*** Entries shown ***

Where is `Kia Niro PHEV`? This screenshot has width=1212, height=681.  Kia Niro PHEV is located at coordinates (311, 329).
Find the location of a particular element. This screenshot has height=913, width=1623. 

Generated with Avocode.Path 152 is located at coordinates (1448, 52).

*** End of Entries shown ***
*** Entries shown ***

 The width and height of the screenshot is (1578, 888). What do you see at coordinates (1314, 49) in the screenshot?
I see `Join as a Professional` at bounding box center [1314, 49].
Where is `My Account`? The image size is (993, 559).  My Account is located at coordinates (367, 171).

*** End of Entries shown ***

The task: Return every line from the material that contains the word "Where".

Task result:
Where is `Kia Niro PHEV`? This screenshot has width=1212, height=681.  Kia Niro PHEV is located at coordinates (311, 329).
Where is `My Account`? The image size is (993, 559).  My Account is located at coordinates (367, 171).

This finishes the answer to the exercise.